Abstract

Wandering Peoples is a chronicle of cultural resiliency, colonial relations, and trespassed frontiers in the borderlands of a changing Spanish empire. Focusing on the native subjects of Sonora in Northwestern Mexico, Cynthia Radding explores the social process of peasant class formation and the cultural persistence of Indian communities during the long transitional period between Spanish colonialism and Mexican national rule. Throughout this anthropological history, Radding presents multi-layered meanings of culture, community, and ecology, and discusses both the colonial policies to which peasant communities were subjected and the responses they developed to adapt and resist.Radding describes this colonial mission not merely as an instance of Iberian expansion, but as a site of cultural and political confrontation. This alternative vision of colonialism emphasizes the economic links between mission communities and Spanish mercantilist policies, the biological consequences of the Spanish policy of forced congregacion, and the cultural and ecological displacements set in motion by the practices of discipline and surveillance established by the religious orders.Addressing wider issues pertaining to ethnic identities and to ecological and cultural borders, Radding's analysis also underscores the parallel production of colonial and subaltern texts during the course of a 150-year struggle for power and survival. This study represents a significant shift in the historiography of Northwest New Spain and opens new vistas for scholars working on the American West and Southwest. Wandering Peoples will be welcomed by students and scholars in the fields of Latin American, subaltern, post colonial, and borderland studies.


Description of the task:
Check every line in the records below for the word "curve" and report how many have it, nothing more.

=======

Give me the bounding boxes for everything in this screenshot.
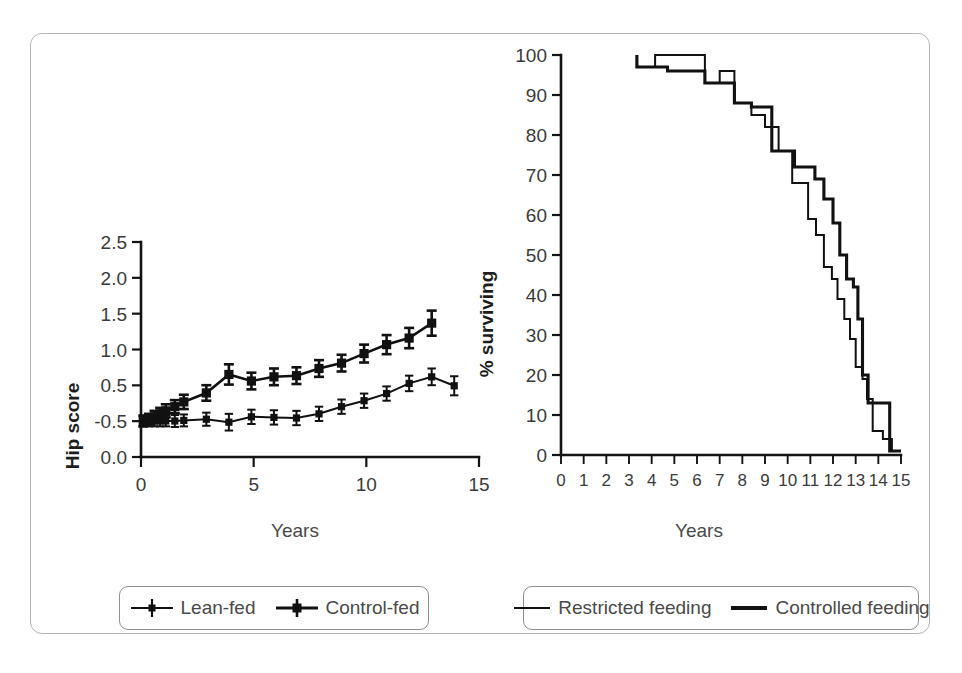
survival-y-tick-label: 70 — [526, 165, 547, 186]
hip-score-y-tick-label: -0.5 — [94, 411, 127, 432]
hip-score-y-tick-label: 0.5 — [101, 375, 127, 396]
legend-label-restricted-feeding: Restricted feeding — [558, 597, 711, 619]
hip-score-series-control-fed — [138, 311, 436, 427]
survival-curve-restricted-feeding — [637, 55, 901, 451]
survival-x-tick-label: 0 — [556, 471, 565, 490]
survival-y-tick-label: 100 — [515, 45, 547, 66]
survival-x-tick-label: 1 — [579, 471, 588, 490]
hip-score-panel: 2.52.01.51.00.5-0.50.0 051015 Hip score … — [49, 34, 489, 635]
figure-frame: 2.52.01.51.00.5-0.50.0 051015 Hip score … — [30, 33, 930, 634]
survival-axis-lines — [561, 55, 901, 455]
survival-x-tick-label: 14 — [869, 471, 888, 490]
survival-x-tick-label: 11 — [802, 471, 820, 490]
thin-line-icon — [512, 599, 552, 617]
survival-x-tick-label: 15 — [892, 471, 911, 490]
survival-y-tick-label: 60 — [526, 205, 547, 226]
survival-x-tick-label: 4 — [647, 471, 656, 490]
hip-score-x-tick-label: 0 — [136, 474, 147, 495]
hip-score-x-tick-label: 5 — [248, 474, 259, 495]
hip-score-y-tick-label: 2.5 — [101, 232, 127, 253]
survival-y-tick-label: 20 — [526, 365, 547, 386]
survival-x-tick-label: 12 — [824, 471, 843, 490]
legend-label-control-fed: Control-fed — [326, 597, 420, 619]
hip-score-y-tick-label: 1.0 — [101, 340, 127, 361]
survival-y-tick-label: 10 — [526, 405, 547, 426]
legend-item-controlled-feeding[interactable]: Controlled feeding — [729, 597, 929, 619]
legend-item-lean-fed[interactable]: Lean-fed — [129, 597, 256, 619]
errorbar-marker-icon — [129, 597, 175, 619]
survival-y-ticks: 0102030405060708090100 — [515, 45, 561, 466]
thick-line-icon — [729, 599, 769, 617]
legend-item-control-fed[interactable]: Control-fed — [274, 597, 420, 619]
survival-x-tick-label: 5 — [670, 471, 679, 490]
hip-score-legend: Lean-fed Control-fed — [119, 586, 429, 630]
survival-series-group — [637, 55, 901, 451]
survival-y-tick-label: 40 — [526, 285, 547, 306]
survival-y-axis-label: % surviving — [476, 271, 497, 378]
hip-score-x-ticks: 051015 — [136, 457, 490, 495]
survival-x-tick-label: 10 — [778, 471, 797, 490]
survival-y-tick-label: 30 — [526, 325, 547, 346]
survival-x-tick-label: 9 — [760, 471, 769, 490]
survival-x-tick-label: 13 — [846, 471, 865, 490]
survival-legend: Restricted feeding Controlled feeding — [523, 586, 919, 630]
legend-label-controlled-feeding: Controlled feeding — [775, 597, 929, 619]
survival-x-axis-label: Years — [675, 520, 723, 541]
survival-chart: 0102030405060708090100 01234567891011121… — [469, 34, 921, 574]
hip-score-y-tick-label: 1.5 — [101, 304, 127, 325]
survival-y-tick-label: 0 — [536, 445, 547, 466]
survival-curve-controlled-feeding — [637, 55, 901, 451]
hip-score-series-group — [138, 311, 458, 431]
survival-x-tick-label: 7 — [715, 471, 724, 490]
legend-label-lean-fed: Lean-fed — [181, 597, 256, 619]
hip-score-y-ticks: 2.52.01.51.00.5-0.50.0 — [94, 232, 141, 468]
hip-score-x-tick-label: 10 — [356, 474, 377, 495]
survival-y-tick-label: 50 — [526, 245, 547, 266]
survival-y-tick-label: 90 — [526, 85, 547, 106]
errorbar-marker-icon — [274, 597, 320, 619]
survival-x-tick-label: 6 — [692, 471, 701, 490]
hip-score-axis-lines — [141, 242, 479, 457]
survival-y-tick-label: 80 — [526, 125, 547, 146]
survival-panel: 0102030405060708090100 01234567891011121… — [469, 34, 921, 635]
hip-score-chart: 2.52.01.51.00.5-0.50.0 051015 Hip score … — [49, 34, 489, 574]
survival-x-tick-label: 3 — [624, 471, 633, 490]
survival-x-ticks: 0123456789101112131415 — [556, 455, 910, 490]
hip-score-y-axis-label: Hip score — [62, 383, 83, 470]
hip-score-y-tick-label: 2.0 — [101, 268, 127, 289]
hip-score-x-axis-label: Years — [271, 520, 319, 541]
survival-x-tick-label: 8 — [738, 471, 747, 490]
survival-x-tick-label: 2 — [602, 471, 611, 490]
hip-score-y-tick-label: 0.0 — [101, 447, 127, 468]
legend-item-restricted-feeding[interactable]: Restricted feeding — [512, 597, 711, 619]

=======

Solution to this problem:
2